Factors: Explanatory variables in an experiment.
Levels: Specific values of a factor.
Treatments: Specific experimental conditions applied to units.
Example: Studying fabric durability with different water temperatures and cleansing agents involves multiple factors and treatments.
Control Group: Used for comparison, often receives a placebo.
Randomized Comparative Experiment: Uses randomization to balance groups and reduce bias.
Completely Randomized Design: All units are randomly allocated among treatments.
Principles of Experimental Design:
Control
Randomization
Replication
Statistical Significance: An effect so large it would rarely occur by chance.
Placebo Effect: Response due to expectations, not the treatment itself.
Blind Experiment: Participants do not know which treatment they receive.
Double-Blind Experiment: Neither participants nor evaluators know which treatment is assigned.
Generalizing Results: Results may not generalize if the sample is not randomly selected from the population.
Section 4.4: Other Ways to Conduct Experimental and Nonexperimental Studies
There are several probability sampling methods beyond simple random sampling, each with specific advantages and disadvantages.
Stratified Random Sample
The population is divided into strata (groups), and a simple random sample is taken from each stratum. Useful when response variable values differ across strata.
Cluster Random Sample
The population is divided into clusters, and a simple random sample of clusters is selected. All subjects in chosen clusters are included in the sample. Useful when a sampling frame is unavailable or costs are high.
Probability Sample: Each member of the population has a known chance of being selected.
Multistage Sample Design: Involves selecting clusters and then individuals within clusters; commonly used in national surveys.
Advantages and Disadvantages: Stratified sampling ensures representation of each group but requires a sampling frame. Cluster sampling is cost-effective but may require larger sample sizes for precision.


Retrospective and Prospective Observational Studies
Observational studies can be classified based on the timing of data collection.
Retrospective Study: Looks into the past, often used in medical research (case-control studies).
Prospective Study: Identifies a cohort and observes them in the future (cohort studies).
Sample Survey: Takes a cross-section of the population at the current time (cross-sectional study).
Case-Control Study: Compares subjects with a response outcome of interest (cases) to those without (controls) on explanatory variables.
Establishing Causation: Observational studies rarely establish causation definitively due to potential lurking variables. Multiple lines of evidence and experiments strengthen causal claims.
Multifactor Experiments and Block Designs
Experiments often involve multiple factors.

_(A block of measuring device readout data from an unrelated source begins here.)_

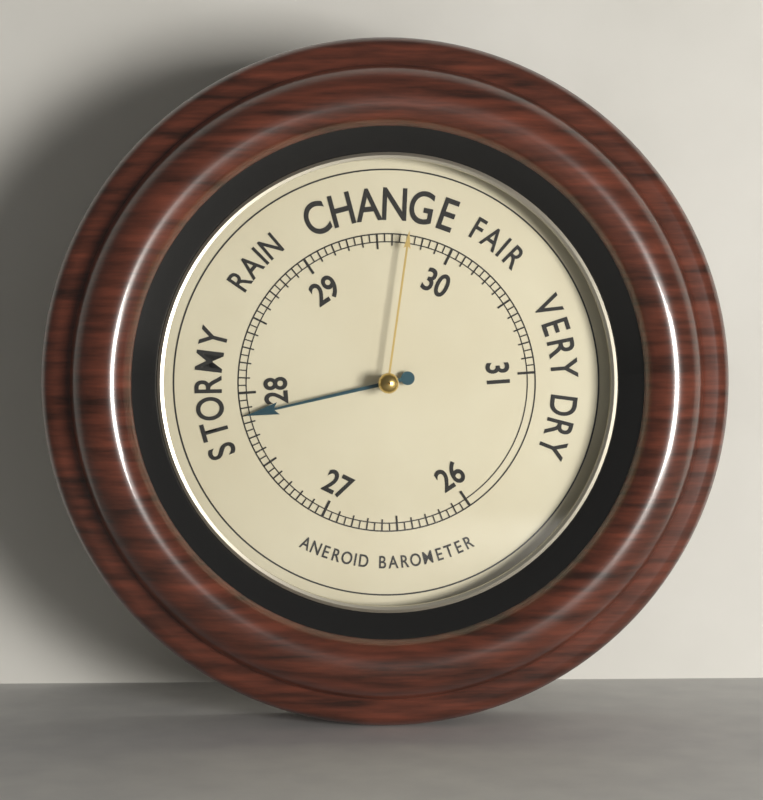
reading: 27.85 (no unit)
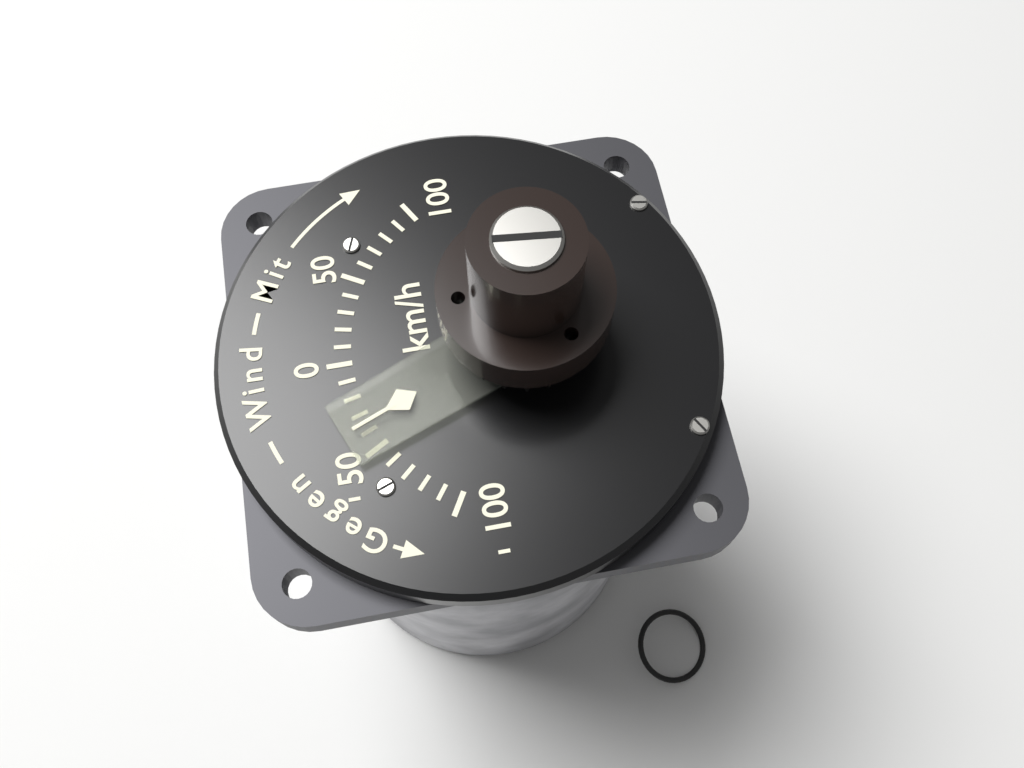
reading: -37 km/h
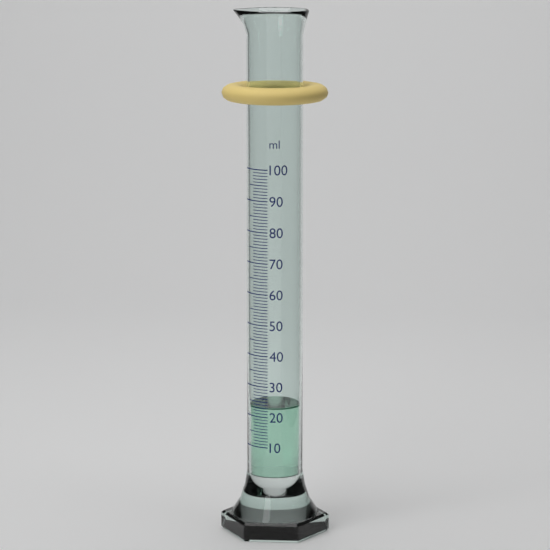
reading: 23 ml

Designs such as matched pairs and block designs help control for variability and reduce bias.
Matched Pairs Design: Compares two treatments using closely matched pairs; treatments are randomly assigned within each pair.
Crossover Design: Subjects switch treatments during the experiment, reducing bias.
Block Design: Groups subjects known to be similar in some way; random assignment occurs within each block.
Example: Comparing responses to advertisements among men and women using block design ensures differences between groups are accounted for.
Blinding and Double-Blinding: Used to prevent bias in experiments by concealing treatment assignments from subjects and evaluators.
Summary Table: Sampling Methods
Method | Description | Advantages |
|---|---|---|
Simple random sample | Each possible sample is equally likely | Sample tends to be a good reflection of the population |
Cluster random sample | Identify clusters of subjects, take simple random sample of the clusters | Do not need a sampling frame of subjects, less expensive to implement |
Stratified random sample | Divide population into groups (strata), take simple random sample from each stratum | Ensures enough subjects in each group that you want to compare |
Key Formulas
Margin of Sampling Error:
Sample Proportion:
Additional info: The notes expand on textbook definitions and provide practical examples for each sampling and experimental method, ensuring students understand both theoretical and applied aspects of data collection in statistics.